Keep that up for years, and you have raised a generation prepared -- no, designed -- to bathe in the blood of 14-year-old boys.

Once again we see the fruits of Arafat's corrupt regime. Not a regime to live peacefully with its neighbors but to kill them, sometimes in unspeakable fashion.
The cruelty of shooting two year old Merav at point blank ranger cannot be overlooked. It is not an act of revolution but of hate.
Finally, I cannot imagine the grief that the father David Hatuel feels. Not only did he lose his family, but on a day in a few weeks from now he was to have welcomed a new child. That day will pass and instead of joy he will be bereft. It must be similar to how Chanan Sand felt last year when he dropped a wedding band onto the shroud of Navah Applebaum the day he was to have slipped it onto her finger
Nor can I imagine how he will feel every Sabbath from now on. I also have a two year old girl. When I come home from synagogue she grabs my hand and insists that I dance with her as we sing "Shalom Aleichem." I have no idea how David Hatuel celebrated the finaly Sabbath with his family. That he had no idea that is was the last is even worse. Now those girls dressed in their finest, their smiles and joy exist only in his memory. A day later his family was taken from him by the foul hatred of Palestinian nationalism.
During the week David Hatuel's mourning will be no less. He will go to a school where there were be three students absent. His own daughters.
When I think of him it is impossible not to have tears. May he someday be blessed with comfort.
Crossposted on Israpundit and Soccer Dad.

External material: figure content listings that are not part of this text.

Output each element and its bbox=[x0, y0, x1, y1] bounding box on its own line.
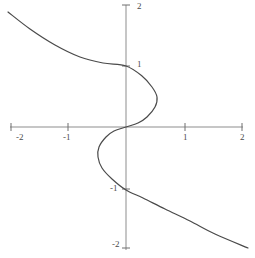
y-tick-label-neg2: -2 bbox=[112, 240, 120, 249]
x-tick-label-neg1: -1 bbox=[63, 133, 71, 142]
plot-figure: -2 -1 1 2 2 1 -1 -2 bbox=[0, 0, 255, 258]
y-tick-label-pos1: 1 bbox=[137, 60, 142, 69]
y-tick-label-pos2: 2 bbox=[137, 2, 142, 11]
x-tick-label-pos2: 2 bbox=[240, 133, 245, 142]
y-tick-label-neg1: -1 bbox=[110, 184, 118, 193]
x-tick-label-pos1: 1 bbox=[183, 133, 188, 142]
cubic-curve-path bbox=[8, 12, 248, 248]
x-tick-label-neg2: -2 bbox=[16, 133, 24, 142]
plot-canvas bbox=[0, 0, 255, 258]
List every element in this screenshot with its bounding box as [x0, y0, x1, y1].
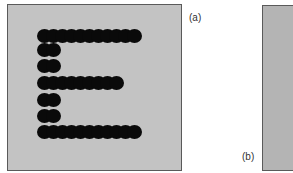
dot [46, 59, 61, 73]
dot [46, 93, 61, 107]
dot [46, 109, 61, 123]
panel-b-label: (b) [242, 151, 254, 162]
panel-a [7, 4, 182, 171]
dot [109, 76, 124, 90]
dot [127, 125, 142, 139]
dot [127, 29, 142, 43]
dot [46, 43, 61, 57]
panel-a-label: (a) [189, 12, 201, 23]
panel-b [262, 5, 293, 171]
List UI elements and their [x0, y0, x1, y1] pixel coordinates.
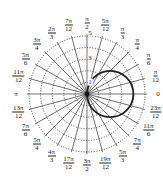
grid-spoke: [71, 36, 87, 94]
radial-label-1: 1: [88, 79, 93, 86]
origin-dot: [85, 92, 89, 96]
angle-label: 4π3: [47, 148, 55, 163]
angle-label: π3: [120, 25, 125, 40]
angle-label: 11π6: [143, 122, 154, 137]
polar-chart: 0π12π6π4π35π12π27π122π33π45π611π12π13π12…: [0, 0, 163, 180]
angle-label: 17π12: [63, 155, 75, 170]
angle-label: 23π12: [150, 105, 162, 120]
angle-label: 5π4: [33, 137, 41, 152]
angle-label: 19π12: [100, 155, 112, 170]
radial-label-5: 5: [88, 30, 93, 37]
radial-label-3: 3: [88, 55, 93, 62]
angle-label: 7π12: [65, 18, 73, 33]
angle-label: 3π4: [33, 36, 41, 51]
angle-label: 3π2: [83, 158, 91, 173]
angle-label: 7π6: [21, 122, 29, 137]
polar-plot-area: [0, 0, 163, 180]
angle-label: 5π3: [118, 148, 126, 163]
grid-spoke: [87, 78, 145, 94]
angle-label: 11π12: [13, 68, 24, 83]
angle-label: π4: [135, 36, 140, 51]
angle-label: 5π12: [101, 18, 109, 33]
angle-label: 2π3: [47, 25, 55, 40]
angle-label: π6: [146, 51, 151, 66]
angle-label: 13π12: [13, 105, 25, 120]
angle-label: 0: [156, 91, 160, 98]
angle-label: 5π6: [21, 51, 29, 66]
angle-label: π: [14, 91, 18, 98]
angle-label: π12: [152, 68, 159, 83]
angle-label: 7π4: [133, 137, 141, 152]
grid-spoke: [29, 94, 87, 110]
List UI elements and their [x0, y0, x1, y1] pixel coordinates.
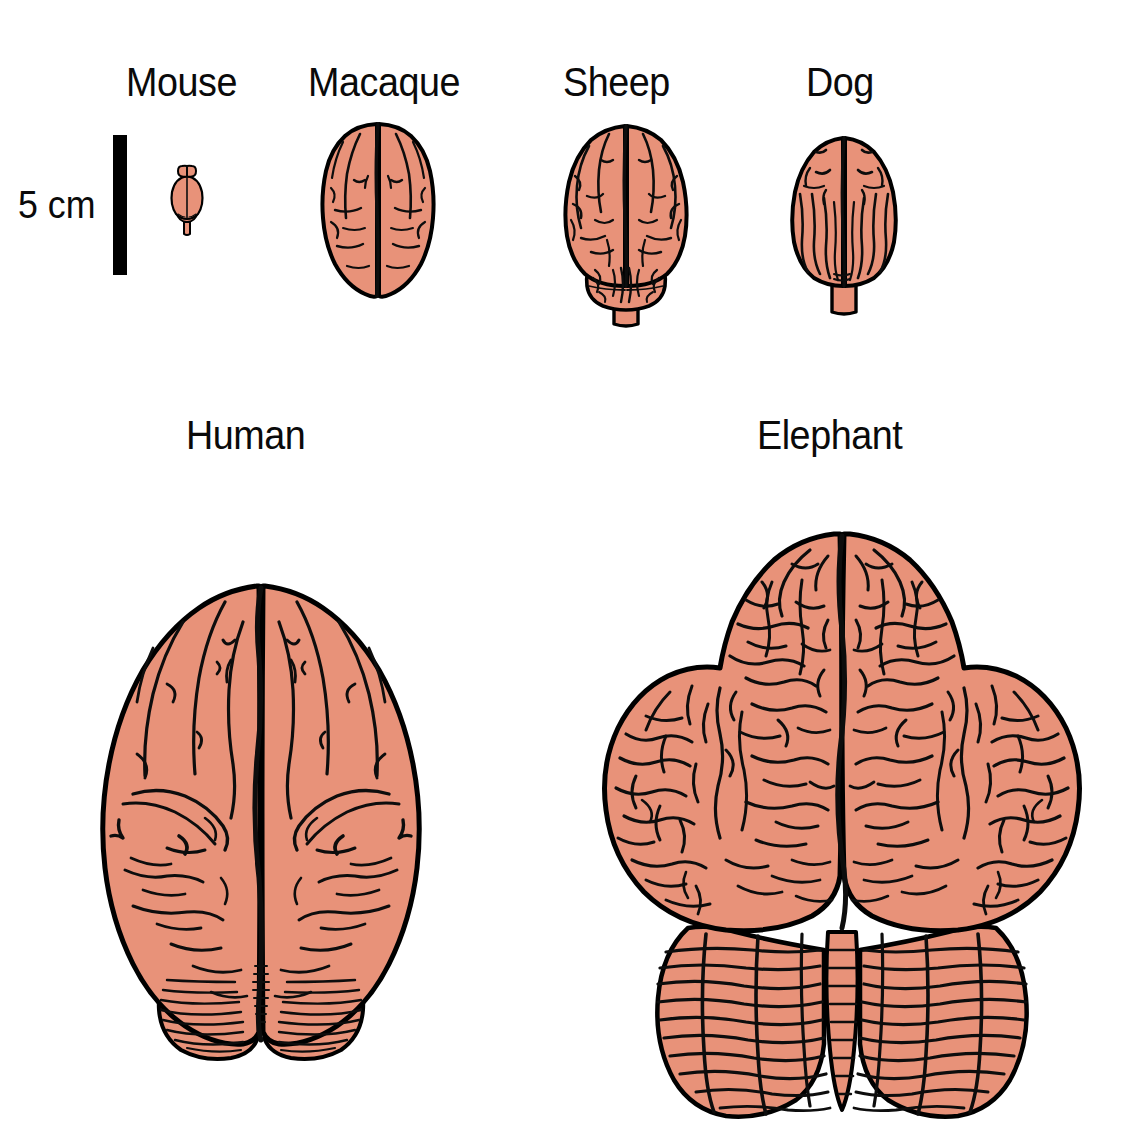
brain-illustration-human	[75, 578, 447, 1078]
species-label-sheep: Sheep	[563, 62, 670, 103]
brain-illustration-dog	[782, 132, 906, 318]
comparative-brain-figure: 5 cm Mouse Macaque Sheep Dog Human Eleph…	[0, 0, 1124, 1142]
brain-illustration-elephant	[596, 520, 1088, 1122]
species-label-human: Human	[186, 415, 305, 456]
scale-bar	[113, 135, 127, 275]
species-label-elephant: Elephant	[757, 415, 902, 456]
scale-bar-label: 5 cm	[18, 186, 95, 224]
species-label-dog: Dog	[806, 62, 874, 103]
brain-illustration-sheep	[551, 120, 701, 330]
species-label-macaque: Macaque	[308, 62, 460, 103]
brain-illustration-mouse	[163, 160, 211, 238]
brain-illustration-macaque	[313, 118, 443, 303]
species-label-mouse: Mouse	[126, 62, 237, 103]
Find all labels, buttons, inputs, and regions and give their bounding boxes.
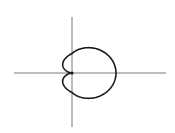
chart xyxy=(0,0,175,133)
cusp-point xyxy=(70,71,73,74)
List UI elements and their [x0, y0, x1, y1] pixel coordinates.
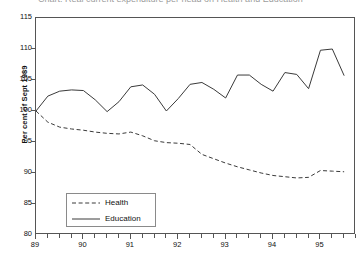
legend-item-health: Health — [67, 195, 155, 211]
x-tick-label: 92 — [167, 240, 187, 249]
legend-item-education: Education — [67, 211, 155, 227]
series-line-health — [36, 111, 344, 178]
x-tick-label: 93 — [215, 240, 235, 249]
legend-label-education: Education — [105, 214, 141, 224]
chart-legend: Health Education — [66, 193, 156, 227]
chart-figure: Chart: Real current expenditure per head… — [0, 0, 362, 276]
dashed-line-icon — [71, 198, 101, 208]
x-tick-label: 95 — [309, 240, 329, 249]
legend-label-health: Health — [105, 198, 128, 208]
x-tick-label: 91 — [120, 240, 140, 249]
x-tick-label: 89 — [25, 240, 45, 249]
solid-line-icon — [71, 214, 101, 224]
series-line-education — [36, 49, 344, 112]
x-tick-label: 94 — [262, 240, 282, 249]
x-tick-label: 90 — [72, 240, 92, 249]
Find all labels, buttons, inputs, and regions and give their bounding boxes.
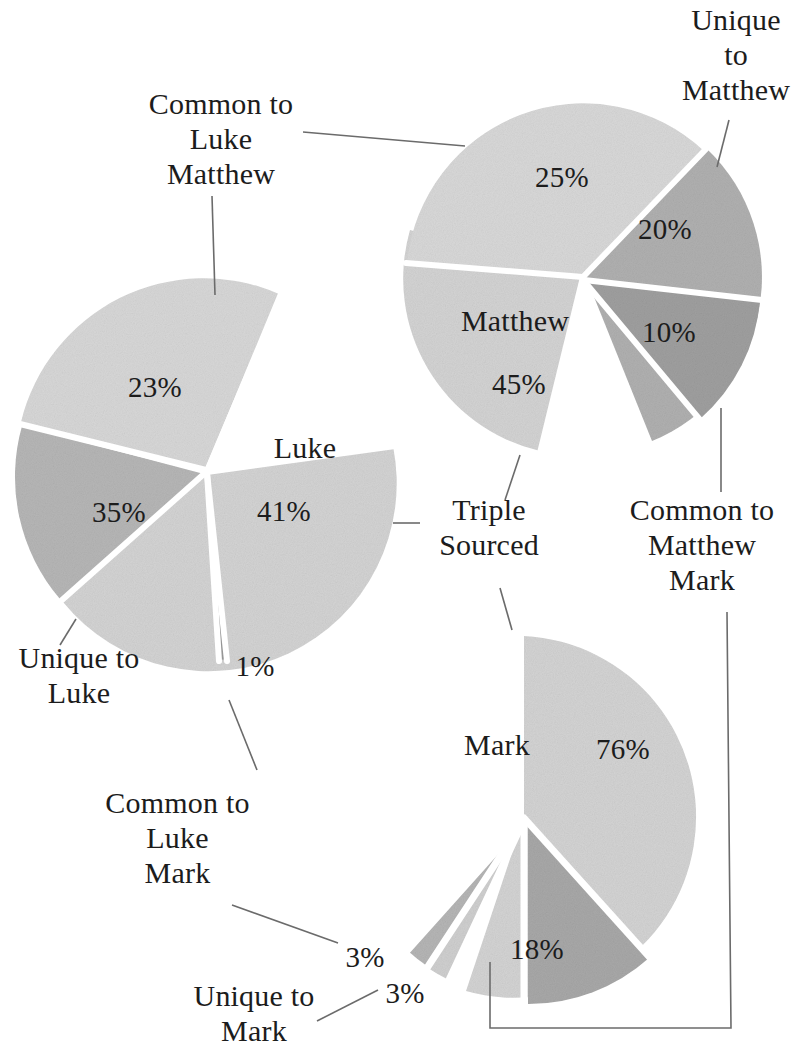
pie-label-luke: Luke: [257, 430, 353, 465]
value-label-matthew-20: 20%: [623, 213, 707, 247]
callout-common-matthew-mark: Common to Matthew Mark: [608, 492, 796, 597]
leader-1pct-to-common-luke-mark: [229, 700, 257, 770]
leader-triple-sourced-to-mark: [500, 588, 512, 630]
value-label-matthew-45: 45%: [477, 368, 561, 402]
leader-unique-to-matthew: [717, 120, 729, 167]
callout-unique-to-mark: Unique to Mark: [164, 978, 344, 1048]
value-label-matthew-25: 25%: [520, 161, 604, 195]
callout-common-luke-matthew: Common to Luke Matthew: [136, 86, 306, 191]
value-label-mark-3a: 3%: [332, 941, 398, 975]
value-label-luke-41: 41%: [242, 495, 326, 529]
leader-common-luke-matthew-to-matthew: [303, 132, 465, 146]
value-label-mark-18: 18%: [495, 933, 579, 967]
value-label-mark-3b: 3%: [372, 977, 438, 1011]
callout-unique-to-luke: Unique to Luke: [0, 640, 158, 710]
value-label-luke-35: 35%: [77, 496, 161, 530]
value-label-luke-23: 23%: [113, 371, 197, 405]
pie-label-mark: Mark: [447, 727, 547, 762]
callout-common-luke-mark: Common to Luke Mark: [90, 785, 265, 890]
figure-canvas: Synoptic Gospel Sources: [0, 0, 807, 1055]
leader-common-luke-mark-to-mark: [232, 905, 338, 943]
callout-unique-to-matthew: Unique to Matthew: [666, 2, 806, 107]
value-label-mark-76: 76%: [581, 733, 665, 767]
value-label-luke-1: 1%: [222, 650, 288, 684]
pie-label-matthew: Matthew: [441, 303, 589, 338]
callout-triple-sourced: Triple Sourced: [419, 492, 559, 562]
value-label-matthew-10: 10%: [627, 316, 711, 350]
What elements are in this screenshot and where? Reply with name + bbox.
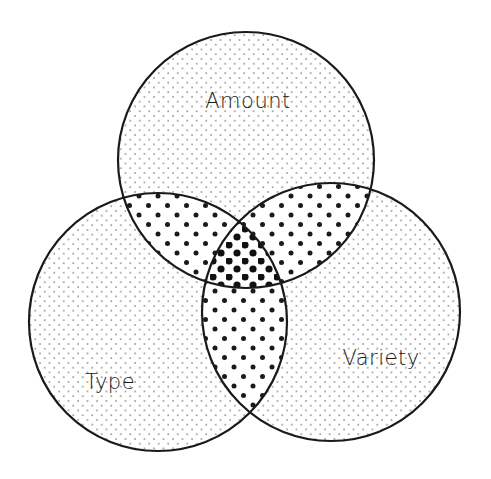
venn-diagram: Amount Type Variety xyxy=(0,0,491,479)
variety-label: Variety xyxy=(342,346,419,370)
amount-label: Amount xyxy=(205,89,291,113)
type-label: Type xyxy=(85,370,135,394)
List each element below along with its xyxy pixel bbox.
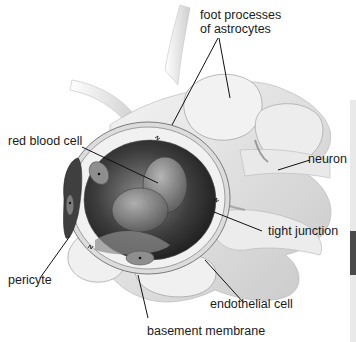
label-basement-membrane: basement membrane — [147, 324, 265, 338]
label-foot-processes-line2: of astrocytes — [200, 22, 281, 36]
label-red-blood-cell: red blood cell — [8, 134, 82, 148]
label-pericyte: pericyte — [8, 273, 52, 287]
page-edge-strip — [350, 100, 356, 342]
label-foot-processes-line1: foot processes — [200, 8, 281, 22]
bbb-diagram: foot processes of astrocytes red blood c… — [0, 0, 356, 342]
diagram-illustration — [0, 0, 356, 342]
capillary — [66, 122, 230, 274]
label-endothelial-cell: endothelial cell — [210, 297, 293, 311]
page-edge-tab — [350, 231, 356, 275]
label-neuron: neuron — [308, 152, 347, 166]
label-foot-processes: foot processes of astrocytes — [200, 8, 281, 36]
label-tight-junction: tight junction — [268, 224, 338, 238]
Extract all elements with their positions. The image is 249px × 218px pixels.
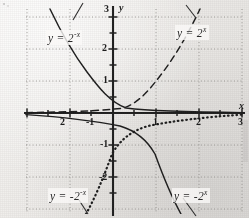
leader-top-right xyxy=(186,5,196,18)
leader-bottom-right xyxy=(183,198,196,216)
curve-2-neg-x xyxy=(50,9,243,113)
leader-top-left xyxy=(73,3,83,20)
tick-marks xyxy=(27,17,242,193)
curve-neg-2-x xyxy=(26,115,181,214)
leader-bottom-left xyxy=(79,200,88,214)
exponential-functions-figure: y = 2-x y = 2x y = -2-x y = -2x y x 3 2 … xyxy=(0,0,249,218)
graph-canvas xyxy=(0,0,249,218)
scan-artifacts xyxy=(3,3,248,162)
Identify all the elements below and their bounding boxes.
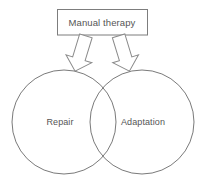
arrow-to-adaptation-shape: [106, 32, 143, 75]
circle-label-adaptation: Adaptation: [121, 117, 165, 128]
arrow-to-repair-shape: [62, 32, 99, 75]
diagram-graphics: [0, 0, 205, 187]
arrow-to-repair: [62, 32, 99, 75]
arrow-to-adaptation: [106, 32, 143, 75]
diagram-canvas: Manual therapy Repair Adaptation: [0, 0, 205, 187]
circle-label-repair: Repair: [46, 117, 73, 128]
manual-therapy-box-label: Manual therapy: [69, 17, 136, 28]
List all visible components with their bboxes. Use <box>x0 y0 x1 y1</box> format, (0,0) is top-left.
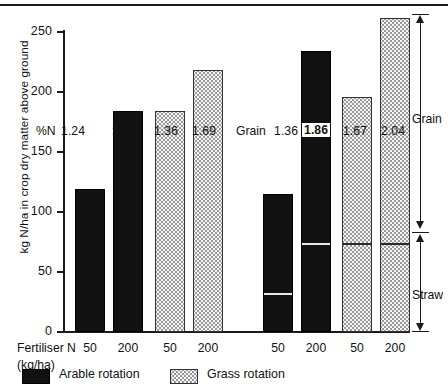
y-tick-mark-250 <box>57 31 64 33</box>
x-tick-label-2: 200 <box>118 341 138 355</box>
x-axis-title-line1: Fertiliser N <box>17 341 76 355</box>
bar-grass-200-right <box>380 18 410 332</box>
bar-arable-50-left <box>75 189 105 332</box>
bar-grass-200-left <box>193 70 223 332</box>
x-tick-label-1: 50 <box>83 341 97 355</box>
y-axis-line <box>63 30 65 333</box>
bar-arable-200-left <box>113 111 143 332</box>
y-tick-mark-0 <box>57 331 64 333</box>
straw-bracket-bottom-cap <box>412 331 429 332</box>
value-label-arable-50-right: 1.36 <box>274 124 298 138</box>
y-axis-title: kg N/ha in crop dry matter above ground <box>17 22 31 272</box>
value-label-arable-50-left: 1.24 <box>61 124 85 138</box>
legend-label-grass: Grass rotation <box>207 367 285 381</box>
legend-swatch-arable <box>22 369 50 384</box>
straw-grain-divider <box>264 293 292 295</box>
value-label-arable-200-right: 1.86 <box>301 122 331 138</box>
y-tick-mark-150 <box>57 151 64 153</box>
straw-bracket-line <box>420 238 421 326</box>
value-label-grass-50-right: 1.67 <box>343 124 367 138</box>
straw-grain-divider <box>381 243 409 245</box>
x-tick-label-4: 200 <box>198 341 218 355</box>
x-tick-label-3: 50 <box>163 341 177 355</box>
x-tick-label-5: 50 <box>271 341 285 355</box>
x-tick-label-7: 50 <box>350 341 364 355</box>
straw-grain-divider <box>343 243 371 245</box>
straw-bracket-label: Straw <box>412 288 443 302</box>
legend-swatch-grass <box>170 369 198 384</box>
bar-grass-50-left <box>155 111 185 332</box>
left-group-tag: %N <box>36 124 56 138</box>
y-tick-mark-200 <box>57 91 64 93</box>
right-group-tag: Grain <box>236 124 266 138</box>
chart-figure: 250 200 150 100 50 0 kg N/ha in crop dry… <box>0 0 448 391</box>
grain-bracket-label: Grain <box>412 112 442 126</box>
y-tick-mark-50 <box>57 271 64 273</box>
value-label-grass-50-left: 1.36 <box>154 124 178 138</box>
top-rule <box>0 4 448 6</box>
y-tick-mark-100 <box>57 211 64 213</box>
value-label-grass-200-right: 2.04 <box>381 124 405 138</box>
bar-arable-50-right <box>263 194 293 332</box>
y-tick-label-0: 0 <box>6 324 52 338</box>
straw-bracket-bottom-arrow <box>416 323 424 331</box>
bar-arable-200-right <box>301 51 331 332</box>
x-tick-label-6: 200 <box>306 341 326 355</box>
x-tick-label-8: 200 <box>385 341 405 355</box>
grain-bracket-bottom-arrow <box>416 221 424 229</box>
straw-grain-divider <box>302 243 330 245</box>
legend-label-arable: Arable rotation <box>59 367 140 381</box>
value-label-arable-200-left: 1.85 <box>112 124 136 138</box>
value-label-grass-200-left: 1.69 <box>192 124 216 138</box>
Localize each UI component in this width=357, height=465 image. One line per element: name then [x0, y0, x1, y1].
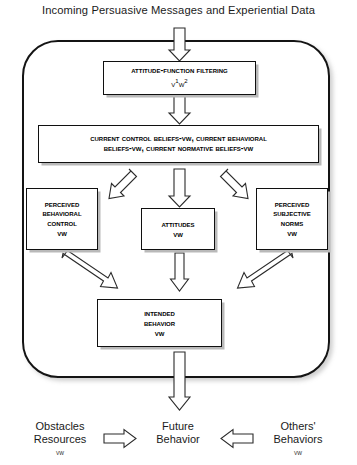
label-others-line2: Behaviors — [274, 433, 323, 445]
box-intended-behavior-line2: Behavior — [144, 318, 175, 328]
box-perceived-subjective-norms[interactable]: Perceived Subjective Norms vw — [256, 188, 328, 250]
box-attitude-function-filtering-title: Attitude-Function Filtering — [131, 66, 228, 76]
label-others-line1: Others' — [280, 420, 315, 432]
label-obstacles-vw: vw — [14, 448, 106, 457]
box-intended-behavior-line1: Intended — [144, 308, 175, 318]
box-perceived-behavioral-control-line3: Control — [47, 219, 77, 229]
box-attitude-function-filtering[interactable]: Attitude-Function Filtering v1w2 — [103, 61, 256, 95]
label-obstacles-resources: Obstacles Resources vw — [14, 420, 106, 457]
diagram-heading: Incoming Persuasive Messages and Experie… — [0, 4, 357, 16]
box-perceived-behavioral-control[interactable]: Perceived Behavioral Control vw — [26, 188, 98, 250]
box-intended-behavior[interactable]: Intended Behavior vw — [97, 299, 222, 347]
box-attitudes[interactable]: Attitudes vw — [141, 208, 215, 250]
box-attitudes-vw: vw — [173, 229, 183, 239]
box-perceived-behavioral-control-vw: vw — [57, 229, 67, 239]
box-perceived-behavioral-control-line1: Perceived — [45, 200, 80, 210]
box-attitudes-line1: Attitudes — [161, 219, 194, 229]
label-future-line2: Behavior — [156, 433, 199, 445]
box-current-beliefs[interactable]: Current Control Beliefs-vw, Current Beha… — [38, 125, 319, 163]
label-future-line1: Future — [162, 420, 194, 432]
box-current-beliefs-line2: Beliefs-vw, Current Normative Beliefs-vw — [104, 144, 253, 154]
box-perceived-subjective-norms-line3: Norms — [281, 219, 303, 229]
box-current-beliefs-line1: Current Control Beliefs-vw, Current Beha… — [90, 134, 267, 144]
label-future-behavior: Future Behavior — [130, 420, 226, 447]
diagram-canvas: Incoming Persuasive Messages and Experie… — [0, 0, 357, 465]
box-perceived-behavioral-control-line2: Behavioral — [42, 209, 81, 219]
label-obstacles-line1: Obstacles — [36, 420, 85, 432]
label-others-vw: vw — [252, 448, 344, 457]
box-perceived-subjective-norms-line2: Subjective — [273, 209, 311, 219]
label-obstacles-line2: Resources — [34, 433, 87, 445]
label-others-behaviors: Others' Behaviors vw — [252, 420, 344, 457]
box-perceived-subjective-norms-line1: Perceived — [275, 200, 310, 210]
box-intended-behavior-vw: vw — [155, 328, 165, 338]
box-perceived-subjective-norms-vw: vw — [287, 229, 297, 239]
box-attitude-function-filtering-notation: v1w2 — [171, 78, 187, 90]
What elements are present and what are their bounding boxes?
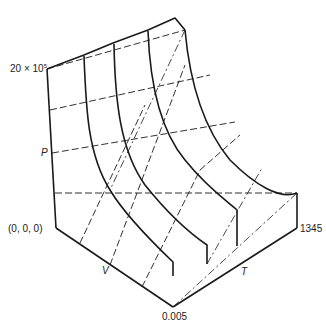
isobar-3 [52,122,235,153]
temperature-axis-label: T [241,267,247,277]
projection-diagonal-3 [207,168,262,264]
origin-label: (0, 0, 0) [8,224,42,234]
pressure-max-label: 20 × 105 [10,63,47,74]
isochore-2 [110,65,185,265]
isotherm-1 [84,56,173,276]
pvt-surface-diagram [0,0,326,327]
pressure-axis-label: P [41,148,48,158]
pressure-axis-edge [47,69,56,228]
volume-axis-edge [56,228,173,307]
volume-max-label: 0.005 [162,312,187,322]
isotherm-3 [148,31,237,246]
temperature-axis-edge [173,228,297,307]
isobar-top [47,30,185,69]
top-edge [47,18,185,69]
isotherm-2 [114,44,207,264]
isotherm-4 [185,30,297,195]
projection-diagonal-2 [173,193,297,307]
temperature-max-label: 1345 [300,224,322,234]
volume-axis-label: V [102,266,109,276]
isobar-2 [50,75,210,110]
isochore-3 [142,170,200,287]
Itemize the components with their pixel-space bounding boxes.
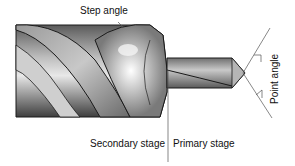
point-angle-tick-lower <box>256 90 262 98</box>
primary-stage-label: Primary stage <box>173 139 235 149</box>
step-angle-label: Step angle <box>80 6 128 16</box>
secondary-stage-label: Secondary stage <box>90 139 165 149</box>
point-angle-line-upper <box>243 28 270 73</box>
point-angle-label: Point angle <box>270 54 280 104</box>
point-angle-line-lower <box>243 73 272 118</box>
point-angle-tick-upper <box>254 55 261 62</box>
secondary-stage-body <box>16 25 167 117</box>
primary-stage-pilot <box>167 58 245 88</box>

Posted by SoccerDad at May 4, 2004 04:29 AM | TrackBack
Comments

You might want to check out what Roger Simon has to say about the psychological roots of Arab blood lust.

He is remarking on a Front Page article by Phyllis Chesler.

May 03 entry.

Posted by: M. Simon at May 4, 2004 11:49 PM

My own favorite on the subject is Mark Steyn's Palestinian Death Cult.

Posted by: David Gerstman at May 5, 2004 05:07 AM

This is all frightening, sad and true. What we are to do about this however is not at all clear. The Arabs live among us, and in most of their behavior we do not see this cruelty. We often see special kindness from Arabs. I am thinking for instance of Arabs who work as nurses in the Israeli hospitals. But in general Arabs engaged in all kinds of works in Israel mostly do not engage in cruel actions against us.
Yet everything that you have written is true. I do not know the answer. And after thirty years in Israel not only am I still distressed by it I am doubly distressed at thinking this situation will continue for generations i.e. the situation where they live among us, are alright most of the time, and yet engage in acts of incredible cruelty which even the kind- seeming ones among them celebrate.